In a related interview Lavea Brachman, Executive Director and a co-founder of the Greater Ohio Policy Center, and co-author of the study ‘Regenerating America’s Legacy Cities’ with Allan Malach for the Lincoln Institute of Land Policy, picked up on what can happen when cities lose some traditional cornerstone public services.

“As cities lose extensive populations, public sector capacity gets lost to address these problems, but that’s not impossible to turn around, and that kind of vision is critical. We talk a lot in that report about strategic incrementalism, which is forging a shared vision about a city’s future as a starting point for change. And it is about coming to some common understanding about where to target resources.

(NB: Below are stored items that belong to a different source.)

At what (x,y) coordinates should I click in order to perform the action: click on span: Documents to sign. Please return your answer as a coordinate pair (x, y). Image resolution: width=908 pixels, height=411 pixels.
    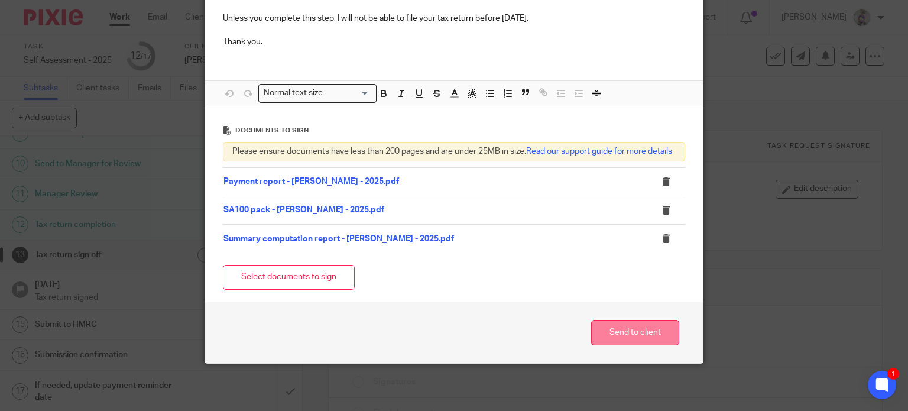
    Looking at the image, I should click on (272, 130). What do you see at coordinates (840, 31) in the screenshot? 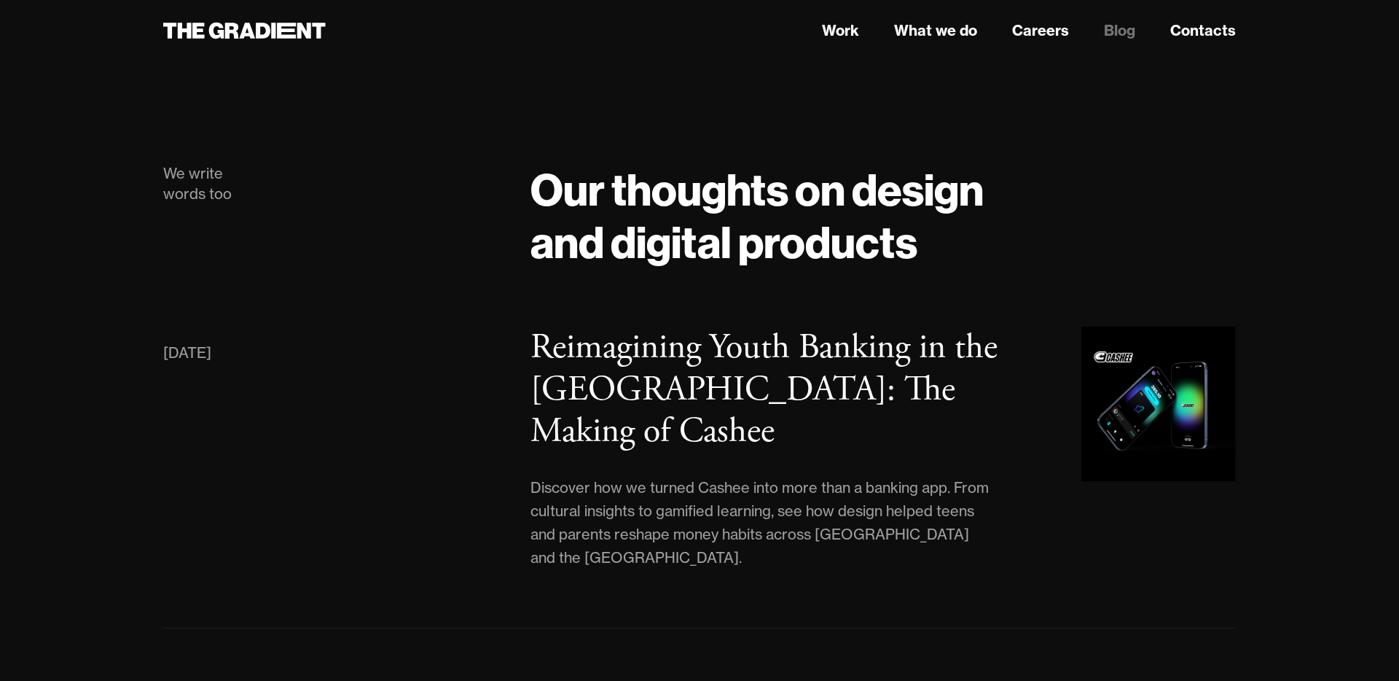
I see `a: Work` at bounding box center [840, 31].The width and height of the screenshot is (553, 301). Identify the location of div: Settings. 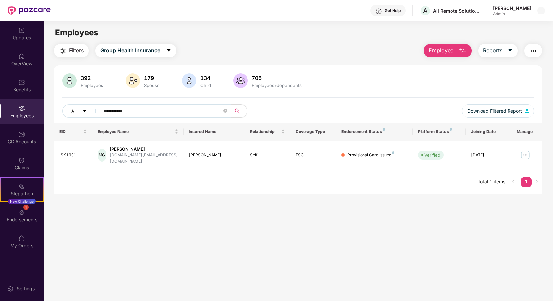
(26, 289).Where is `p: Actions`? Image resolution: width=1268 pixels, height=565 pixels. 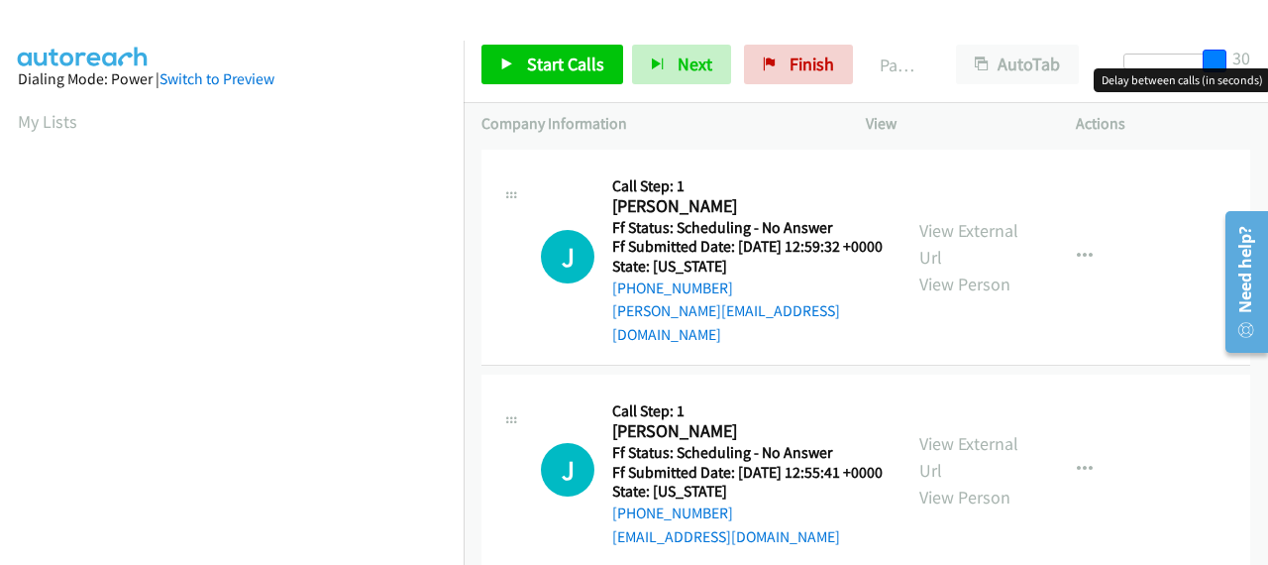
p: Actions is located at coordinates (1163, 124).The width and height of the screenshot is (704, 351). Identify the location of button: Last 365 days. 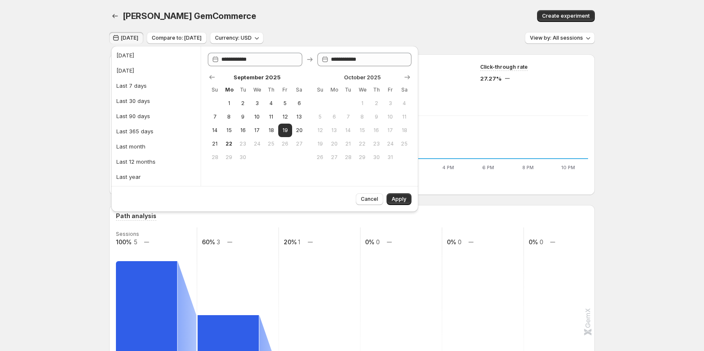
(156, 131).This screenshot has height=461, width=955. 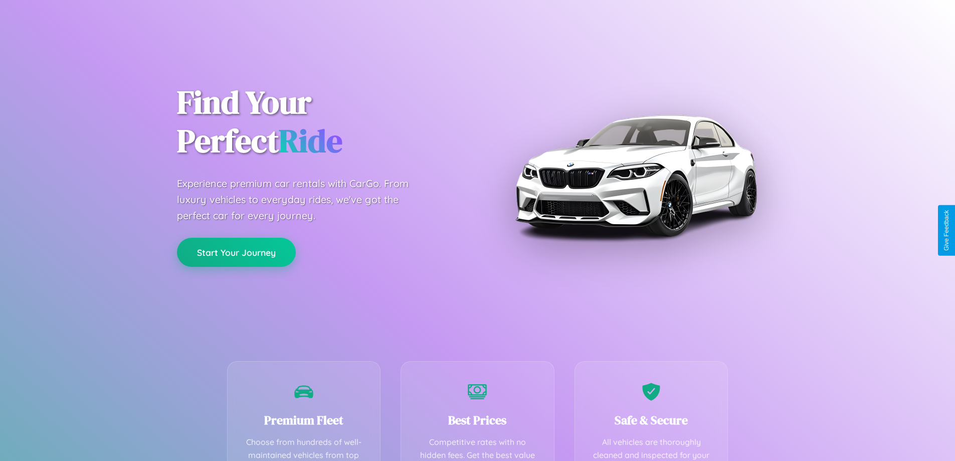 What do you see at coordinates (477, 420) in the screenshot?
I see `h3: Best Prices` at bounding box center [477, 420].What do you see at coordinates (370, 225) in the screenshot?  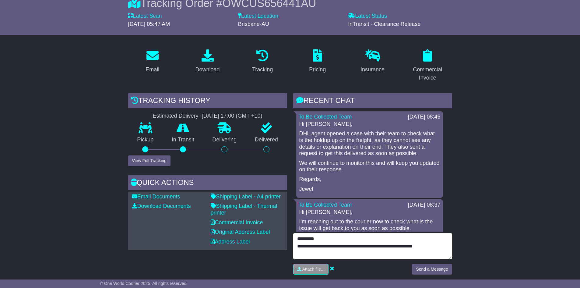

"And it is about being incremental and strategic. You have to make change, starting perhaps with downtowns as the source and then looking at these emerging neighborhoods.

'...public policy is a double-edged sword...'

"But public policy is a double-edged sword. So, for instance, if you’re dealing with a housing crisis, which many of these cities are, it’s more likely you’ll be able to shorten or expedite the foreclosure so these properties get back on the market or make some changes on how banks handle abandonment, and while these seem like small changes they are the kinds of changes that can really make a difference in a neighborhood. So we may not be able to see huge subsidies or public investments going to new infrastructure quite yet.”

The full interview with Lavea Brachman can be heard below, along with the document we're talking about.

LegacyCitiesWeb.mp3
Lavea Brachman, co-author of a new report called Regenerating America's Legacy Cities, speaking with Evan Dawson and Matthew Leonard on WXXI's Connections with Evan Dawson.